There is something wrong with the traditional video game review. The key word here being “traditional.” I’m talking about the media outlet or content creator getting a game early from a publisher then reviewing said game under a set of guidelines, all with the goal of publishing said review when the embargo lifts.
An embargo, in this context, is a ban on talking about a product before a time specified by the publisher. For agreeing to these sets of rules, they will grant you access to the product early so you can produce your own content surrounding the game, movie, tech, etc. It’s a scratch my back, I scratch yours sort of relationship…on paper.
In games, it has become quite common to get games, not so early. Maybe a week before launch, two if you are lucky. With big budget AAA games swelling in scope, these games can take 40 hours to complete. That’s a work week. On top of your work week.
Of course, media plays the SEO game and it is believed to be vital to have your coverage up right at embargo. So bum rushing through the game is therefore vital to have coverage at launch. Consumers don’t play games that way though. It warps your perspective on the product. You are playing a vacuum.
Throw in the fact that more and more games are straight up arriving broken and you have yourself a catch-22. No review exemplified this issue more than Patrick Klepek’s “review” of Star Wars Jedi: Survivor this week.
It’s been fun. I’ve had a good time. It’s also been a time marred by gnarly performances issues on my PlayStation 5 copy of the game, resulting in…well, that’s where this whole review conceit falls apart. See, I could give you two paragraphs of the frame rate issues that partially defined my 10 hours, but those issues seem to have largely disappeared when a last-minute patch for the game dropped. Frame rate hiccups bother me less than other people I know, but still, they did notably impact my ability to play the game, and those experiences affected my impressions of Jedi Survivor. But it all happened in a version you’ll never play?
Part of the reason I capped myself at 10 hours was because I was told the patch might break my save. That’s admittedly unusual for the review process—usually patches during the review period don’t post any danger to your progress. But I was faced with the choice between sprinting through the whole game before the patch came out, or possibly replaying a ton of the game after losing my saves, or I could just wait and see what this patched version was going to be like. I tried to split the difference, and I’m not sure who it helped.
Patrick’s piece is swell. It reminded me of the golden age of Kotaku. Mainstream press doesn’t write like this. I guess that could be part of why Vice shutdown Waypoint the following day.1
This scenario of games releasing undercooked to press and consumers is unfair to devs and players. The system has been manipulated into a marketing tool and everyone seems to have just gone along with it.
This extends into all facets of the review from the structure to the score. Metacritic scores smash the accelerator in the race to the bottom. Reviews are distilled into bullet point snapshots blasted out in a ephemeral story post.
Reviews should be the voice of the critic. The audience is there for that person’s take. I get excited when John Linneman is behind a Digital Foundry video. Kirk Hamilton wrote one of my favorite reviews ever. I implicitly trust Greg Miller and Colin Moriarty’s takes on Naughty Dog. Why?
Because I have come to know these folks, their tastes, and how they align (or don’t) with my own. That’s where the real power in thoughtful criticism lies.
That’s why, since I left mainstream press, I stopped giving out scores. I never liked attaching an arbitrary number to my reviews. If you read my reviews (or as I call them—to SEO’s detriment—“Thoughts & Impressions”), you’ll know how I feel about the game.
Scores, early access, bending a knee to SEO, it’s a game I am so tired of watching. My feelings have bubbled over with Jedi: Survivor. The system is broken. And I’m glad that I have a place and platform to be the change I want to see.
1. Or it could be that Vice may be filing for bankruptcy.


Task ::
Each line below should be restated exactly, with nothing dropped.
____________________
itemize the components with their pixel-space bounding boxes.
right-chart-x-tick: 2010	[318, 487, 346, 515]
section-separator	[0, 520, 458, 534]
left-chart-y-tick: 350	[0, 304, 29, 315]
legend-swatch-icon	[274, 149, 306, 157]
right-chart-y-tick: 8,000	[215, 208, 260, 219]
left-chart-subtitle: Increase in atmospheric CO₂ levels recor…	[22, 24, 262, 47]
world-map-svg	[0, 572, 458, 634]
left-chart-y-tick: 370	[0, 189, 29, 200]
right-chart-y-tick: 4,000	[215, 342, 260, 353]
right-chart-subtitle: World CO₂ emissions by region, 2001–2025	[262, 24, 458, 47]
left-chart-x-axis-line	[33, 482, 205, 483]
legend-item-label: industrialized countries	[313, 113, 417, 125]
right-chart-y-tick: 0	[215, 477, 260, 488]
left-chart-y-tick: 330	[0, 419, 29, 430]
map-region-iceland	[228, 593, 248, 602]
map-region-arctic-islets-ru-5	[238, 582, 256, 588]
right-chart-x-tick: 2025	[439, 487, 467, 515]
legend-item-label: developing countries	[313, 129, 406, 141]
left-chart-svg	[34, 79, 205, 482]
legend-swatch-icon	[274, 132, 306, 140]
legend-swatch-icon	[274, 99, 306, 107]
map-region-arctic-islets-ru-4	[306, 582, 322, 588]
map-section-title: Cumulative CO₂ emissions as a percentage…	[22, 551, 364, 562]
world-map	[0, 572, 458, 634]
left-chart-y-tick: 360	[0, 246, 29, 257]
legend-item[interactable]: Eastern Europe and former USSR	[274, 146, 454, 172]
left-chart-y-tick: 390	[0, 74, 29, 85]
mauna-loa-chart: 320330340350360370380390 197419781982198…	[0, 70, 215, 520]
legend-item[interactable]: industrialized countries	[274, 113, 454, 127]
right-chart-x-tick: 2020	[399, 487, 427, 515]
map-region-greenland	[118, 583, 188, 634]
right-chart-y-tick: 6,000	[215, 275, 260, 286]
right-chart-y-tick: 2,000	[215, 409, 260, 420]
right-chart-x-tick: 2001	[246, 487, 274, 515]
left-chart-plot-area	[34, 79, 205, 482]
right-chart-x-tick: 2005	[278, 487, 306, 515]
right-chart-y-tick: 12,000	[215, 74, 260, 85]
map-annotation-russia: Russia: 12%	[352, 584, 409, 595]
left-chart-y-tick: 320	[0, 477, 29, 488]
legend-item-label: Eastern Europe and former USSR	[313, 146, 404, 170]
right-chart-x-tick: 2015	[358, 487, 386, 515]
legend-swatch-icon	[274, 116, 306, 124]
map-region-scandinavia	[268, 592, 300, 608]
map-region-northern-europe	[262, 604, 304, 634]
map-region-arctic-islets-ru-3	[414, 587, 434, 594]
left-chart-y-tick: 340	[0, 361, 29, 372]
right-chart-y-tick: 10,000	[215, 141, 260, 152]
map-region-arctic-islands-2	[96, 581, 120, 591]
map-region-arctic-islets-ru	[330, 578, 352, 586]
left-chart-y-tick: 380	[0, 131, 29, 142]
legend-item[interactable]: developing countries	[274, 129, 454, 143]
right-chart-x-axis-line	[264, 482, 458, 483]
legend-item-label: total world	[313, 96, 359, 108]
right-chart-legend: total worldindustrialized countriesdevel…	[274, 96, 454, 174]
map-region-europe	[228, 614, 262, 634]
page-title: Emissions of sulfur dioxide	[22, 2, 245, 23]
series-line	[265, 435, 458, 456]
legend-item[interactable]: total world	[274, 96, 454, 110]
____________________
Answer to this exercise ::
itemize the components with their pixel-space bounding boxes.
right-chart-x-tick: 2010	[318, 487, 346, 515]
section-separator	[0, 520, 458, 534]
left-chart-y-tick: 350	[0, 304, 29, 315]
legend-swatch-icon	[274, 149, 306, 157]
right-chart-y-tick: 8,000	[215, 208, 260, 219]
left-chart-subtitle: Increase in atmospheric CO₂ levels recor…	[22, 24, 262, 47]
world-map-svg	[0, 572, 458, 634]
left-chart-y-tick: 370	[0, 189, 29, 200]
right-chart-y-tick: 4,000	[215, 342, 260, 353]
right-chart-subtitle: World CO₂ emissions by region, 2001–2025	[262, 24, 458, 47]
left-chart-x-axis-line	[33, 482, 205, 483]
legend-item-label: industrialized countries	[313, 113, 417, 125]
right-chart-y-tick: 0	[215, 477, 260, 488]
left-chart-y-tick: 330	[0, 419, 29, 430]
map-region-iceland	[228, 593, 248, 602]
map-region-arctic-islets-ru-5	[238, 582, 256, 588]
right-chart-x-tick: 2025	[439, 487, 467, 515]
legend-item-label: developing countries	[313, 129, 406, 141]
left-chart-svg	[34, 79, 205, 482]
legend-swatch-icon	[274, 132, 306, 140]
legend-swatch-icon	[274, 99, 306, 107]
map-region-arctic-islets-ru-4	[306, 582, 322, 588]
map-section-title: Cumulative CO₂ emissions as a percentage…	[22, 551, 364, 562]
world-map	[0, 572, 458, 634]
left-chart-y-tick: 360	[0, 246, 29, 257]
legend-item[interactable]: Eastern Europe and former USSR	[274, 146, 454, 172]
left-chart-y-tick: 390	[0, 74, 29, 85]
mauna-loa-chart: 320330340350360370380390 197419781982198…	[0, 70, 215, 520]
legend-item[interactable]: industrialized countries	[274, 113, 454, 127]
right-chart-x-tick: 2020	[399, 487, 427, 515]
map-region-greenland	[118, 583, 188, 634]
right-chart-y-tick: 6,000	[215, 275, 260, 286]
right-chart-y-tick: 2,000	[215, 409, 260, 420]
right-chart-x-tick: 2001	[246, 487, 274, 515]
left-chart-plot-area	[34, 79, 205, 482]
right-chart-x-tick: 2005	[278, 487, 306, 515]
right-chart-y-tick: 12,000	[215, 74, 260, 85]
map-annotation-russia: Russia: 12%	[352, 584, 409, 595]
left-chart-y-tick: 320	[0, 477, 29, 488]
legend-item-label: Eastern Europe and former USSR	[313, 146, 404, 170]
right-chart-x-tick: 2015	[358, 487, 386, 515]
legend-swatch-icon	[274, 116, 306, 124]
map-region-scandinavia	[268, 592, 300, 608]
map-region-northern-europe	[262, 604, 304, 634]
map-region-arctic-islets-ru-3	[414, 587, 434, 594]
left-chart-y-tick: 340	[0, 361, 29, 372]
right-chart-y-tick: 10,000	[215, 141, 260, 152]
map-region-arctic-islands-2	[96, 581, 120, 591]
map-region-arctic-islets-ru	[330, 578, 352, 586]
left-chart-y-tick: 380	[0, 131, 29, 142]
legend-item[interactable]: developing countries	[274, 129, 454, 143]
right-chart-x-axis-line	[264, 482, 458, 483]
legend-item-label: total world	[313, 96, 359, 108]
right-chart-legend: total worldindustrialized countriesdevel…	[274, 96, 454, 174]
map-region-europe	[228, 614, 262, 634]
page-title: Emissions of sulfur dioxide	[22, 2, 245, 23]
series-line	[265, 435, 458, 456]
legend-item[interactable]: total world	[274, 96, 454, 110]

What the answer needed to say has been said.